Each person, each event, each situation is in fact a book that we need to learn how to read. For some, this activity is too frightening to bear, because it involves a loss of self; that’s why repressive societies, locked in fear and distrust, restrict and censor books and reading. The free exchange of ideas is a gift that we must not take for granted, and at this time perhaps more than ever, we need to use it to its fullest extent, finding the courage needed for true communication to take place.

Books can comfort, support, and console us, reinforcing what we already know, and that is also an important and necessary function, but applied to life will not help us move forward. We can’t any longer only relate to people who think and act as we do, or we will all die in isolation, as warring states of individual, enclosed selves. How do we break through to a higher reality? How do we learn a language beyond words? In this time of preparation for the coming of the inner light, which enters the world in the time of greatest darkness, these questions are on my mind, and I want to hear from you.

What books have helped to change your thinking? How has reading given you tools to transform the way you relate to the world?

Linked in the Book Blog Discussion Challenge hosted by Nicole @ Feed Your Fiction Addiction and Shannon @ It Starts at Midnight!

17 thoughts on “Can a book change your mind?
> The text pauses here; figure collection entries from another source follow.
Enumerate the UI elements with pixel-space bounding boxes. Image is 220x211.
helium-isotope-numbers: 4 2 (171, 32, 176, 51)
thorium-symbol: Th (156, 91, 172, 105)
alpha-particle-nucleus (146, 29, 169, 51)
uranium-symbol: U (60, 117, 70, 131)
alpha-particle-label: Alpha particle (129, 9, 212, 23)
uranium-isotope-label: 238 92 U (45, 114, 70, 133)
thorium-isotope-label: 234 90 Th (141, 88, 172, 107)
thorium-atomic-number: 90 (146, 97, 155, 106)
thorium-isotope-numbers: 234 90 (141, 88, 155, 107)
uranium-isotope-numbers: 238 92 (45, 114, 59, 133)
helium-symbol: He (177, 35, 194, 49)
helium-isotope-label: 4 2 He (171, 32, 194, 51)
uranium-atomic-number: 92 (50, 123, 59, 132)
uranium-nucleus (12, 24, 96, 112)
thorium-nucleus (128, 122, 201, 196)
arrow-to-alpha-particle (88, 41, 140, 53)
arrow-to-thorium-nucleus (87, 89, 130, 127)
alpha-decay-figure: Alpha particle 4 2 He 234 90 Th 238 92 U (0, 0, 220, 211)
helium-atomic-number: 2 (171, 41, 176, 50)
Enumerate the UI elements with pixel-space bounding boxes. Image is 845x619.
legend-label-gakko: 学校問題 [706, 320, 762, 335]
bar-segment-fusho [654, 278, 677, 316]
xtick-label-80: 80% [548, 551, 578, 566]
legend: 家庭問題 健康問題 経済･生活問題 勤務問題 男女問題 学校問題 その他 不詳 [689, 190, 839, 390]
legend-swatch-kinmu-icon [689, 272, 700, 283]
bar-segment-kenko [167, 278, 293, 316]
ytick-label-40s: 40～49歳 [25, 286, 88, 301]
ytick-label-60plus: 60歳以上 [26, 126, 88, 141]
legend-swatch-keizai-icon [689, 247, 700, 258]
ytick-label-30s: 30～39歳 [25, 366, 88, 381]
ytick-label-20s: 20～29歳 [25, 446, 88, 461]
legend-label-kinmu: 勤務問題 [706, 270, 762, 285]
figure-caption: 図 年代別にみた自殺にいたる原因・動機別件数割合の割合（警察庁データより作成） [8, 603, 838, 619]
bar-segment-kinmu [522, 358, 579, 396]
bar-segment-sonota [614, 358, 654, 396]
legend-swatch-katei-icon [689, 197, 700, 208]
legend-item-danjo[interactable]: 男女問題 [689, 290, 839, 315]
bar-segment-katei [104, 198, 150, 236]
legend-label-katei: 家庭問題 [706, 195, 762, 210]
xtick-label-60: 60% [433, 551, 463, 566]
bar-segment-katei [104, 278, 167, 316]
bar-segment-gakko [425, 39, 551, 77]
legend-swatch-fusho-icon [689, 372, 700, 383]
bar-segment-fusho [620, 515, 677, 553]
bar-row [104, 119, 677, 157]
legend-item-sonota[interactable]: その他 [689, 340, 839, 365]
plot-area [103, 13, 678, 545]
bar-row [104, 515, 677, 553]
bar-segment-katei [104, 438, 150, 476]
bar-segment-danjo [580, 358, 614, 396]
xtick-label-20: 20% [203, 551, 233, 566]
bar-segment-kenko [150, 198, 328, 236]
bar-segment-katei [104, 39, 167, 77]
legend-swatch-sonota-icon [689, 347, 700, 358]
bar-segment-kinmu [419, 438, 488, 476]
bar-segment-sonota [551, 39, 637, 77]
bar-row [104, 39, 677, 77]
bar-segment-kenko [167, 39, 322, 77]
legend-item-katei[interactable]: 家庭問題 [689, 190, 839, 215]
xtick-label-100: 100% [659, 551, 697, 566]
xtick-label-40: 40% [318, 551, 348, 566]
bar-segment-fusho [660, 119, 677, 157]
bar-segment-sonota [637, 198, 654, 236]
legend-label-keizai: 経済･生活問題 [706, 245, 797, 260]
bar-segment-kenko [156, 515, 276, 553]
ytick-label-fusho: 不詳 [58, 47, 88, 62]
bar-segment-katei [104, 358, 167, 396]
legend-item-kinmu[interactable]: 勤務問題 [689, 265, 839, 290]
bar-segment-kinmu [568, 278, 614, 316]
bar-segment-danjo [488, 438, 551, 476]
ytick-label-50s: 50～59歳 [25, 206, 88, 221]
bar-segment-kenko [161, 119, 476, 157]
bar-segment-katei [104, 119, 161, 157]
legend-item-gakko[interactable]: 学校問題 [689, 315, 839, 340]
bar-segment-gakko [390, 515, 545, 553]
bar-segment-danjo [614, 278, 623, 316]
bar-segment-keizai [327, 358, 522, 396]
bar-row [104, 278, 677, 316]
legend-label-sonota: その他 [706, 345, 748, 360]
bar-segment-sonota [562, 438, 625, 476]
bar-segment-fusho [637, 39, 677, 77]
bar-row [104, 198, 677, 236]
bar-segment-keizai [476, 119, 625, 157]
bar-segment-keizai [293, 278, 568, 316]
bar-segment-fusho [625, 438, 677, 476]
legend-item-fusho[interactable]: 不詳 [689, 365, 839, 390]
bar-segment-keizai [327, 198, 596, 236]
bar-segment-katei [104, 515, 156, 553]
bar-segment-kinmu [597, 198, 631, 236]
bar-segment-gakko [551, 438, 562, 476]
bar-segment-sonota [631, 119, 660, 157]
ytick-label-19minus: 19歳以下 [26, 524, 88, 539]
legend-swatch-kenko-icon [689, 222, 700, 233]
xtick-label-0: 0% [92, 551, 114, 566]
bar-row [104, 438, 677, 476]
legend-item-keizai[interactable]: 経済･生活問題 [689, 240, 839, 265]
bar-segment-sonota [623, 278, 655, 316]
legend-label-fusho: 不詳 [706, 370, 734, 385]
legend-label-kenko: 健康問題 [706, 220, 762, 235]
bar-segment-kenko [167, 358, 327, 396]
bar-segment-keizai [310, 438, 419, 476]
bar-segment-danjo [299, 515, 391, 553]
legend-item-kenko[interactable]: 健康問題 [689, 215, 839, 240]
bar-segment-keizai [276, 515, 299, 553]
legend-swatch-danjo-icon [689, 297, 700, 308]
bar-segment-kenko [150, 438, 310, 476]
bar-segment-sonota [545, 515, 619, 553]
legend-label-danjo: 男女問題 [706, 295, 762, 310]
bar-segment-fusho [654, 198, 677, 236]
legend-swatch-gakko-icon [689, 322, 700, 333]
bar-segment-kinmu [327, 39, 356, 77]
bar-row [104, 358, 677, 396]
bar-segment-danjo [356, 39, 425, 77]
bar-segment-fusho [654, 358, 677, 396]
  1. This is a great post. You raise such interesting and important questions. I am currently putting together a post on my favorite books. Works that influenced me are certainly part of that list. In terms of understanding helping to understand the world, the world, the one book that comes to mind the most for me is Steven Pinker’s The Better Angels of Our Nature. Pinker is coming out with another book in 2018 that looks like it may be just as profound.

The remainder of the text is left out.